But that's about to change. In its ongoing efforts to create the “medical school of the future,” the American Medical Association unveiled a third area of study for new doctors that it hopes all schools will embrace.

Health system science courses will be added to AMA medical schools, in addition to the existing pillars of basic and clinical sciences.

“Emerging technologies are changing the world and practice of medicine. Yet the way we train and educate new doctors hasn’t changed that much,” AMA CEO James L. Madara, M.D., said during a conference call Tuesday with news reporters to announce the organization's plans.

As part of the initiative, the AMA collaborated with its 32-school consortium to develop a “Health Systems Science” textbook that will focus on value in healthcare, patient safety, quality improvement, teamwork and team science, leadership, clinical informatics, population health, socioecological determinants of health, healthcare policy and healthcare economics.

Medical schools within the consortium, such as the Penn State College of Medicine, have already introduced the new area of study into their curriculum, and the AMA hopes schools throughout the nation will do the same.

New doctors are graduating without the skills they need to function and navigate the system and practice successfully, said Jeffrey Borkan, M.D., assistant dean for Primary Care-Population Medicine Program Planning at the Warren Alpert Medical School of Brown University.
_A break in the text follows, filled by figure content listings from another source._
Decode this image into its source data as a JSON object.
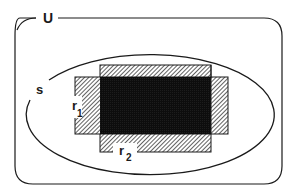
{
  "diagram": {
    "universe_label": "U",
    "set_label": "s",
    "rect1_label": "r",
    "rect1_subscript": "1",
    "rect2_label": "r",
    "rect2_subscript": "2"
  },
  "colors": {
    "background": "#ffffff",
    "stroke": "#1a1a1a",
    "intersection_fill": "#0d0d0d",
    "hatch_line": "#3a3a3a"
  }
}
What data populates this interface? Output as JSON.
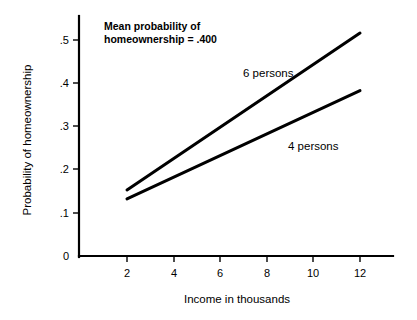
{
  "chart_data": {
    "type": "line",
    "title": "",
    "xlabel": "Income in thousands",
    "ylabel": "Probability of homeownership",
    "xlim": [
      0,
      13.5
    ],
    "ylim": [
      0,
      0.555
    ],
    "grid": false,
    "legend_position": "inline-labels",
    "x_ticks": [
      2,
      4,
      6,
      8,
      10,
      12
    ],
    "x_tick_labels": [
      "2",
      "4",
      "6",
      "8",
      "10",
      "12"
    ],
    "y_ticks": [
      0,
      0.1,
      0.2,
      0.3,
      0.4,
      0.5
    ],
    "y_tick_labels": [
      "0",
      ".1",
      ".2",
      ".3",
      ".4",
      ".5"
    ],
    "x": [
      2,
      12
    ],
    "series": [
      {
        "name": "6 persons",
        "label": "6 persons",
        "values": [
          0.153,
          0.516
        ]
      },
      {
        "name": "4 persons",
        "label": "4 persons",
        "values": [
          0.132,
          0.383
        ]
      }
    ],
    "annotations": [
      {
        "name": "mean-probability-note",
        "line1": "Mean probability of",
        "line2": "homeownership = .400",
        "value": 0.4
      }
    ]
  },
  "axis": {
    "y_title": "Probability of homeownership",
    "x_title": "Income in thousands",
    "y_tick_0": "0",
    "y_tick_1": ".1",
    "y_tick_2": ".2",
    "y_tick_3": ".3",
    "y_tick_4": ".4",
    "y_tick_5": ".5",
    "x_tick_0": "2",
    "x_tick_1": "4",
    "x_tick_2": "6",
    "x_tick_3": "8",
    "x_tick_4": "10",
    "x_tick_5": "12"
  },
  "labels": {
    "series_6": "6 persons",
    "series_4": "4 persons",
    "note_line1": "Mean probability of",
    "note_line2": "homeownership = .400"
  },
  "colors": {
    "background": "#ffffff",
    "ink": "#000000",
    "series": "#000000"
  }
}
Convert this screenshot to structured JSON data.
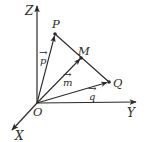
{
  "diagram": {
    "type": "3d-vector-coordinate-system",
    "colors": {
      "line": "#2a2a2a",
      "background": "#ffffff"
    },
    "origin": {
      "label": "O",
      "x": 37,
      "y": 103
    },
    "axes": [
      {
        "name": "Z",
        "label": "Z",
        "end": [
          37,
          5
        ]
      },
      {
        "name": "Y",
        "label": "Y",
        "end": [
          137,
          102
        ]
      },
      {
        "name": "X",
        "label": "X",
        "end": [
          11,
          131
        ]
      }
    ],
    "points": [
      {
        "name": "P",
        "label": "P",
        "x": 55,
        "y": 34
      },
      {
        "name": "M",
        "label": "M",
        "x": 81,
        "y": 58
      },
      {
        "name": "Q",
        "label": "Q",
        "x": 109,
        "y": 82
      }
    ],
    "vectors": [
      {
        "name": "p",
        "label": "p",
        "from": "O",
        "to": "P",
        "arrow": "→"
      },
      {
        "name": "m",
        "label": "m",
        "from": "O",
        "to": "M",
        "arrow": "→"
      },
      {
        "name": "q",
        "label": "q",
        "from": "O",
        "to": "Q",
        "arrow": "→"
      }
    ],
    "segments": [
      {
        "name": "PQ",
        "from": "P",
        "to": "Q"
      }
    ]
  }
}
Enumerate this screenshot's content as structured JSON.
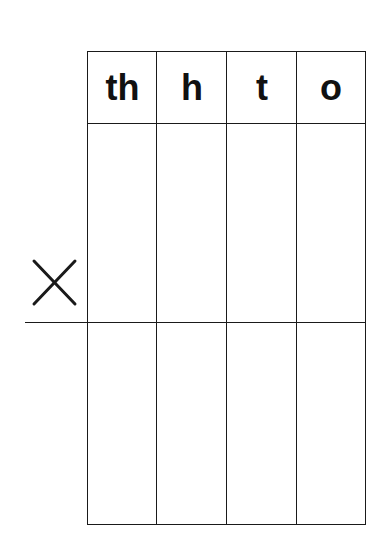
{
  "worksheet": {
    "type": "place-value multiplication grid",
    "columns": [
      {
        "label": "th",
        "meaning": "thousands"
      },
      {
        "label": "h",
        "meaning": "hundreds"
      },
      {
        "label": "t",
        "meaning": "tens"
      },
      {
        "label": "o",
        "meaning": "ones"
      }
    ],
    "operator_icon": "multiply-icon",
    "rows_above_line": 1,
    "rows_below_line": 1,
    "colors": {
      "ink": "#1a1a1a",
      "background": "#ffffff"
    }
  }
}
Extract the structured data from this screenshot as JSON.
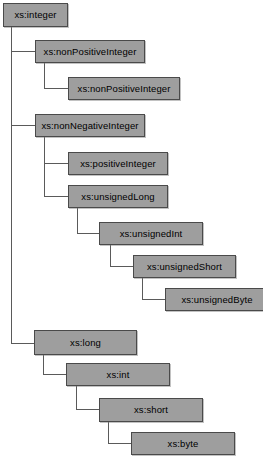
{
  "diagram": {
    "type": "tree",
    "background_color": "#ffffff",
    "node_fill_color": "#9e9e9e",
    "node_border_color": "#4a4a4a",
    "edge_color": "#5a5a5a",
    "nodes": [
      {
        "id": "integer",
        "label": "xs:integer",
        "x": 3,
        "y": 3,
        "w": 65,
        "h": 24,
        "depth": 0
      },
      {
        "id": "nonPositiveInteger",
        "label": "xs:nonPositiveInteger",
        "x": 35,
        "y": 40,
        "w": 110,
        "h": 23,
        "depth": 1
      },
      {
        "id": "negativeInteger",
        "label": "xs:nonPositiveInteger",
        "x": 68,
        "y": 77,
        "w": 112,
        "h": 23,
        "depth": 2
      },
      {
        "id": "nonNegativeInteger",
        "label": "xs:nonNegativeInteger",
        "x": 35,
        "y": 114,
        "w": 110,
        "h": 23,
        "depth": 1
      },
      {
        "id": "positiveInteger",
        "label": "xs:positiveInteger",
        "x": 68,
        "y": 152,
        "w": 100,
        "h": 23,
        "depth": 2
      },
      {
        "id": "unsignedLong",
        "label": "xs:unsignedLong",
        "x": 68,
        "y": 185,
        "w": 100,
        "h": 23,
        "depth": 2
      },
      {
        "id": "unsignedInt",
        "label": "xs:unsignedInt",
        "x": 99,
        "y": 222,
        "w": 104,
        "h": 23,
        "depth": 3
      },
      {
        "id": "unsignedShort",
        "label": "xs:unsignedShort",
        "x": 133,
        "y": 255,
        "w": 103,
        "h": 23,
        "depth": 4
      },
      {
        "id": "unsignedByte",
        "label": "xs:unsignedByte",
        "x": 165,
        "y": 288,
        "w": 104,
        "h": 23,
        "depth": 5
      },
      {
        "id": "long",
        "label": "xs:long",
        "x": 34,
        "y": 330,
        "w": 103,
        "h": 25,
        "depth": 1
      },
      {
        "id": "int",
        "label": "xs:int",
        "x": 66,
        "y": 363,
        "w": 104,
        "h": 23,
        "depth": 2
      },
      {
        "id": "short",
        "label": "xs:short",
        "x": 99,
        "y": 398,
        "w": 104,
        "h": 24,
        "depth": 3
      },
      {
        "id": "byte",
        "label": "xs:byte",
        "x": 131,
        "y": 432,
        "w": 104,
        "h": 23,
        "depth": 4
      }
    ],
    "edges": [
      {
        "from": "integer",
        "to": "nonPositiveInteger"
      },
      {
        "from": "nonPositiveInteger",
        "to": "negativeInteger"
      },
      {
        "from": "integer",
        "to": "nonNegativeInteger"
      },
      {
        "from": "nonNegativeInteger",
        "to": "positiveInteger"
      },
      {
        "from": "nonNegativeInteger",
        "to": "unsignedLong"
      },
      {
        "from": "unsignedLong",
        "to": "unsignedInt"
      },
      {
        "from": "unsignedInt",
        "to": "unsignedShort"
      },
      {
        "from": "unsignedShort",
        "to": "unsignedByte"
      },
      {
        "from": "integer",
        "to": "long"
      },
      {
        "from": "long",
        "to": "int"
      },
      {
        "from": "int",
        "to": "short"
      },
      {
        "from": "short",
        "to": "byte"
      }
    ]
  }
}
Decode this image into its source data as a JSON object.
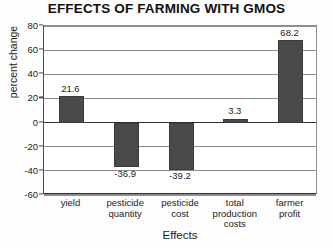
{
  "chart_data": {
    "type": "bar",
    "title": "EFFECTS OF FARMING WITH GMOS",
    "xlabel": "Effects",
    "ylabel": "percent change",
    "categories": [
      "yield",
      "pesticide quantity",
      "pesticide cost",
      "total production costs",
      "farmer profit"
    ],
    "category_lines": [
      [
        "yield"
      ],
      [
        "pesticide",
        "quantity"
      ],
      [
        "pesticide",
        "cost"
      ],
      [
        "total",
        "production",
        "costs"
      ],
      [
        "farmer",
        "profit"
      ]
    ],
    "values": [
      21.6,
      -36.9,
      -39.2,
      3.3,
      68.2
    ],
    "value_labels": [
      "21.6",
      "-36.9",
      "-39.2",
      "3.3",
      "68.2"
    ],
    "ylim": [
      -60,
      80
    ],
    "yticks": [
      80,
      60,
      40,
      20,
      0,
      -20,
      -40,
      -60
    ],
    "ytick_labels": [
      "80",
      "60",
      "40",
      "20",
      "0",
      "-20",
      "-40",
      "-60"
    ],
    "grid": true,
    "legend": "none",
    "bar_color": "#4a4a4a",
    "gridline_color": "#8d8d8d",
    "axis_color": "#2f2f2f",
    "background_color": "#ffffff"
  }
}
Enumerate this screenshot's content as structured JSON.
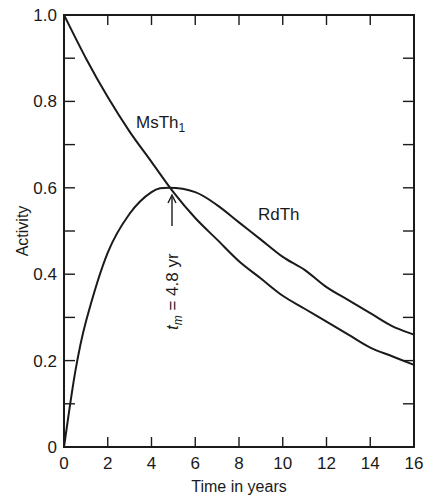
{
  "chart_data": {
    "type": "line",
    "title": "",
    "xlabel": "Time in years",
    "ylabel": "Activity",
    "xlim": [
      0,
      16
    ],
    "ylim": [
      0,
      1.0
    ],
    "grid": false,
    "x_ticks": [
      "0",
      "2",
      "4",
      "6",
      "8",
      "10",
      "12",
      "14",
      "16"
    ],
    "y_ticks": [
      "0",
      "0.2",
      "0.4",
      "0.6",
      "0.8",
      "1.0"
    ],
    "series": [
      {
        "name": "MsTh1",
        "label": "MsTh",
        "label_subscript": "1",
        "x": [
          0,
          1,
          2,
          3,
          4,
          5,
          6,
          7,
          8,
          9,
          10,
          11,
          12,
          13,
          14,
          15,
          16
        ],
        "values": [
          1.0,
          0.9,
          0.81,
          0.73,
          0.66,
          0.59,
          0.53,
          0.48,
          0.43,
          0.39,
          0.35,
          0.32,
          0.29,
          0.26,
          0.23,
          0.21,
          0.19
        ]
      },
      {
        "name": "RdTh",
        "label": "RdTh",
        "x": [
          0,
          0.5,
          1,
          2,
          3,
          4,
          4.8,
          6,
          7,
          8,
          9,
          10,
          11,
          12,
          13,
          14,
          15,
          16
        ],
        "values": [
          0,
          0.17,
          0.29,
          0.45,
          0.54,
          0.59,
          0.6,
          0.59,
          0.56,
          0.52,
          0.48,
          0.44,
          0.41,
          0.37,
          0.34,
          0.31,
          0.28,
          0.26
        ]
      }
    ],
    "annotations": [
      {
        "text_prefix": "t",
        "text_subscript": "m",
        "text_suffix": " = 4.8 yr",
        "x": 4.8,
        "y": 0.6,
        "arrow": "up",
        "rotation": -90
      }
    ]
  }
}
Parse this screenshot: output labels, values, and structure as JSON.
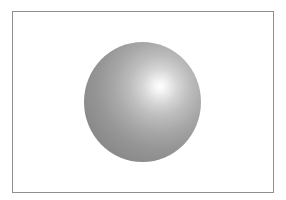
{
  "figure": {
    "colors": {
      "background": "#ffffff",
      "border": "#8f8f8f",
      "sphere_highlight": "#ffffff",
      "sphere_mid": "#a8a8a8",
      "sphere_edge": "#808080"
    }
  }
}
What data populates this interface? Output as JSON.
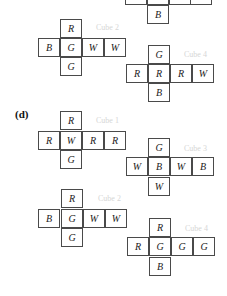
{
  "figure": {
    "top_partial": {
      "row_cells": [
        "",
        "",
        "",
        ""
      ],
      "bottom_cell": "B"
    },
    "part_c_lower": {
      "cube2": {
        "label": "Cube 2",
        "top": "R",
        "row": [
          "B",
          "G",
          "W",
          "W"
        ],
        "bottom": "G"
      },
      "cube4": {
        "label": "Cube 4",
        "top": "G",
        "row": [
          "R",
          "R",
          "R",
          "W"
        ],
        "bottom": "B"
      }
    },
    "part_d": {
      "section_label": "(d)",
      "cube1": {
        "label": "Cube 1",
        "top": "R",
        "row": [
          "R",
          "W",
          "R",
          "R"
        ],
        "bottom": "G"
      },
      "cube3": {
        "label": "Cube 3",
        "top": "G",
        "row": [
          "W",
          "B",
          "W",
          "B"
        ],
        "bottom": "W"
      },
      "cube2": {
        "label": "Cube 2",
        "top": "R",
        "row": [
          "B",
          "G",
          "W",
          "W"
        ],
        "bottom": "G"
      },
      "cube4": {
        "label": "Cube 4",
        "top": "R",
        "row": [
          "R",
          "G",
          "G",
          "G"
        ],
        "bottom": "B"
      }
    }
  }
}
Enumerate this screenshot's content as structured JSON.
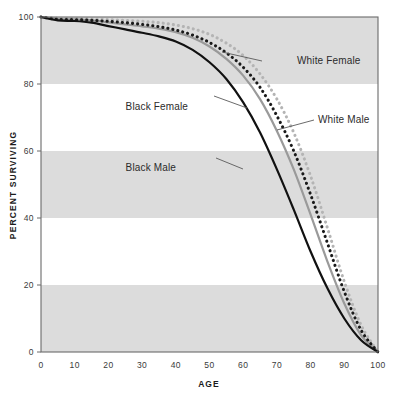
{
  "chart_data": {
    "type": "line",
    "title": "",
    "xlabel": "AGE",
    "ylabel": "PERCENT SURVIVING",
    "xlim": [
      0,
      100
    ],
    "ylim": [
      0,
      100
    ],
    "xticks": [
      0,
      10,
      20,
      30,
      40,
      50,
      60,
      70,
      80,
      90,
      100
    ],
    "yticks": [
      0,
      20,
      40,
      60,
      80,
      100
    ],
    "grid": false,
    "banded_background": true,
    "band_ranges": [
      [
        0,
        20
      ],
      [
        40,
        60
      ],
      [
        80,
        100
      ]
    ],
    "band_color": "#dcdcdc",
    "legend_position": "inline-annotations",
    "x": [
      0,
      5,
      10,
      15,
      20,
      25,
      30,
      35,
      40,
      45,
      50,
      55,
      60,
      65,
      70,
      75,
      80,
      85,
      90,
      95,
      100
    ],
    "series": [
      {
        "name": "White Female",
        "style": "dotted",
        "color": "#b4b4b4",
        "values": [
          100,
          99.6,
          99.5,
          99.4,
          99.2,
          99.0,
          98.7,
          98.3,
          97.6,
          96.5,
          94.8,
          92.2,
          88.5,
          83.0,
          75.5,
          65.5,
          52.5,
          37.0,
          21.0,
          8.0,
          0
        ]
      },
      {
        "name": "Black Female",
        "style": "dotted",
        "color": "#1a1a1a",
        "values": [
          100,
          99.3,
          99.2,
          99.0,
          98.7,
          98.3,
          97.8,
          97.1,
          96.1,
          94.6,
          92.4,
          89.3,
          85.0,
          79.0,
          70.5,
          60.0,
          47.0,
          32.5,
          18.0,
          6.5,
          0
        ]
      },
      {
        "name": "White Male",
        "style": "solid",
        "color": "#9a9a9a",
        "values": [
          100,
          99.4,
          99.3,
          99.0,
          98.4,
          97.8,
          97.2,
          96.5,
          95.5,
          93.8,
          91.2,
          87.5,
          82.5,
          75.5,
          66.0,
          54.5,
          41.0,
          27.0,
          14.5,
          5.0,
          0
        ]
      },
      {
        "name": "Black Male",
        "style": "solid",
        "color": "#111111",
        "values": [
          100,
          99.0,
          98.8,
          98.3,
          97.3,
          96.3,
          95.3,
          94.2,
          92.7,
          90.2,
          86.5,
          81.5,
          74.5,
          65.5,
          54.5,
          42.5,
          30.0,
          19.0,
          10.0,
          3.5,
          0
        ]
      }
    ],
    "annotations": [
      {
        "text": "White Female",
        "label_x": 297,
        "label_y": 64,
        "leader_from_x": 262,
        "leader_from_y": 61,
        "leader_to_x": 222,
        "leader_to_y": 52
      },
      {
        "text": "Black Female",
        "label_x": 188,
        "label_y": 110,
        "leader_from_x": 247,
        "leader_from_y": 108,
        "leader_to_x": 214,
        "leader_to_y": 96
      },
      {
        "text": "White Male",
        "label_x": 318,
        "label_y": 123,
        "leader_from_x": 314,
        "leader_from_y": 120,
        "leader_to_x": 277,
        "leader_to_y": 130
      },
      {
        "text": "Black Male",
        "label_x": 176,
        "label_y": 171,
        "leader_from_x": 243,
        "leader_from_y": 169,
        "leader_to_x": 216,
        "leader_to_y": 158
      }
    ]
  }
}
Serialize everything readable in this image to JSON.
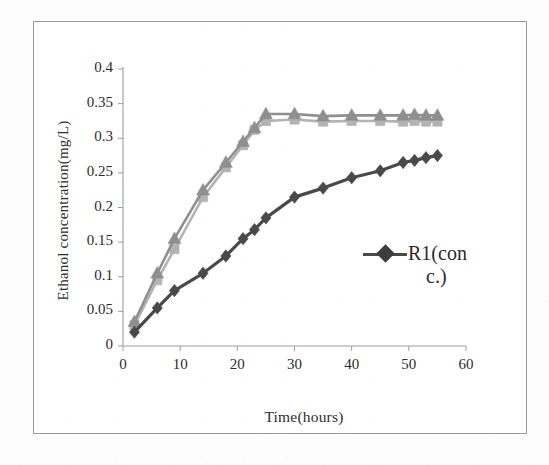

They have no knowledge of what volume to value means or how to implement it.

“There has been an enormous amount of material developed over the past 100 years that are not covered in basic and clinical sciences,” he said.

Ultimately, by incorporating health system sciences into medical school education, Borkan said new doctors will be better able to achieve the Quardruple Aim--providing better care, improving population health, lowering healthcare costs and providing a better work-life balance for clinicians. “It will help reduce physician burnout and get the joy back in practicing medicine,” he said.